I’m setting up a new multi-user server, and I only want to enable
access via SSH keys, not passwords. This bit is relatively easy, you go
and modify /etc/ssh/sshd_config to have
PasswordAuthentication no (and PubkeyAuthorization yes).
sshd goes and reads the appropriate authorized_keys to
work out the public keys to accept (and some other bits of info
too). By default the file is located at
~/.ssh/authorized_keys. But, because I don’t want the
users to have to set this up themselves, and I don’t want them to
accidently mess it up either, the default doesn’t work real
well. Thankfully, we can put something like AuthorizedKeysFile
/etc/ssh/%u_pub_keys into our sshd_config. Now,
sshd will look for
/etc/ssh/<username>_pub_keys rather than the
default. I considered one static file, but the authorized_keys file
format does not have a way of specifying that a particular key should
only authenticate for a specific user (all though it does have some
other cool stuff).
The final slightly tricky point is that the authorized_keys file is
read with the user’s permission, not sshd’s
permission, to the file needs to be readable by the user. As we don’t
want the file being messed up by the user, we leave it being owned by
root, but change the file’s group to be that of the
user. Then we can give the group read permission on the file. (In
theory, the file contents are not sensitive, so we could just make it
world-readable, but POLA
says we shouldn’t do that.). So the file permissions should look something like:
$ ls -la /etc/ssh/benno_pub_keys -rw-r----- 1 root benno 607 Oct 16 00:21 /etc/ssh/benno_pub_keys
It would be great to know if anyone has a better, simpler way of doing this! Adn since my blog now has comments, you can let me know without needing to open your email client! Progress!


**Activity**
Each line that includes "electronic" must be copied from the records.

── Data to examine

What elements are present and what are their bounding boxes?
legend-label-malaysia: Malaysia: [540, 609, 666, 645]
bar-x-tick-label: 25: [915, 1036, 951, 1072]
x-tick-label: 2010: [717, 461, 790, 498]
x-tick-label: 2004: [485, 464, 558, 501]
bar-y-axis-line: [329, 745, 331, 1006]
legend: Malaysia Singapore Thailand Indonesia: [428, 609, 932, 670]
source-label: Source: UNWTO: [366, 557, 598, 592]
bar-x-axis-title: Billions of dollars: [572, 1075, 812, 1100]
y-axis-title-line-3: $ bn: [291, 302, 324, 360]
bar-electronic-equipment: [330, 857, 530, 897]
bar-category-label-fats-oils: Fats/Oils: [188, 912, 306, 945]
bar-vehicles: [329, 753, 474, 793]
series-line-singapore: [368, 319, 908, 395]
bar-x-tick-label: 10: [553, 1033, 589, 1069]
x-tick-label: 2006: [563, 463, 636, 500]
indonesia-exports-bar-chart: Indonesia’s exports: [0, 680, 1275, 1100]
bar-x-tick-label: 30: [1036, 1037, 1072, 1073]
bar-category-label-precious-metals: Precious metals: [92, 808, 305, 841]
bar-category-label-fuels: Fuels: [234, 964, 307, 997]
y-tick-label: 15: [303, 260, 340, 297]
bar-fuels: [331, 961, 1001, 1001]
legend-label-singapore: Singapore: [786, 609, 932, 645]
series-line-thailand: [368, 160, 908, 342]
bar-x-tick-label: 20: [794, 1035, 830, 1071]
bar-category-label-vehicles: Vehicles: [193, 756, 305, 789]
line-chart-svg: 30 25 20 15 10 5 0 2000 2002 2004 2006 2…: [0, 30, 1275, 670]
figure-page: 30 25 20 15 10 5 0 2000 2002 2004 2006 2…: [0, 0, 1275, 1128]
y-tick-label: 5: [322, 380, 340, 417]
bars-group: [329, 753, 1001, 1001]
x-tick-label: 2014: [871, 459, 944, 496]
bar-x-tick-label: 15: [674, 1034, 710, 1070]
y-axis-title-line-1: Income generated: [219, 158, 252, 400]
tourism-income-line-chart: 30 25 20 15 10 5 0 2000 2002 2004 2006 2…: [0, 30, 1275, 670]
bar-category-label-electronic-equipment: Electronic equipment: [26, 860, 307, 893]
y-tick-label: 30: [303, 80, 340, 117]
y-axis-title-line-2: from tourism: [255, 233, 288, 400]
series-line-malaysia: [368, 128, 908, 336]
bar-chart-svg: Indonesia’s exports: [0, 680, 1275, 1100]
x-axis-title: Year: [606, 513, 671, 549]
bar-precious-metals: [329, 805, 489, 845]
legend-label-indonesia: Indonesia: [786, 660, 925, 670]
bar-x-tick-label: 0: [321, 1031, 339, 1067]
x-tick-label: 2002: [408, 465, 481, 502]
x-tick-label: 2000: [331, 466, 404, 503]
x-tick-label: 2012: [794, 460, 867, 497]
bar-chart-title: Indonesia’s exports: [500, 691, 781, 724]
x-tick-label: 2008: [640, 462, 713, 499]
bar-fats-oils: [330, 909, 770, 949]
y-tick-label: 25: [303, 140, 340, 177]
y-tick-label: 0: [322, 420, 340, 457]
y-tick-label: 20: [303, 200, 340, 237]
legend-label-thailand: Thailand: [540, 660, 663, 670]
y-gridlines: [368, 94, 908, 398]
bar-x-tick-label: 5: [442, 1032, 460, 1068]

────

**Solution to the problem**
bar-electronic-equipment: [330, 857, 530, 897]
bar-category-label-electronic-equipment: Electronic equipment: [26, 860, 307, 893]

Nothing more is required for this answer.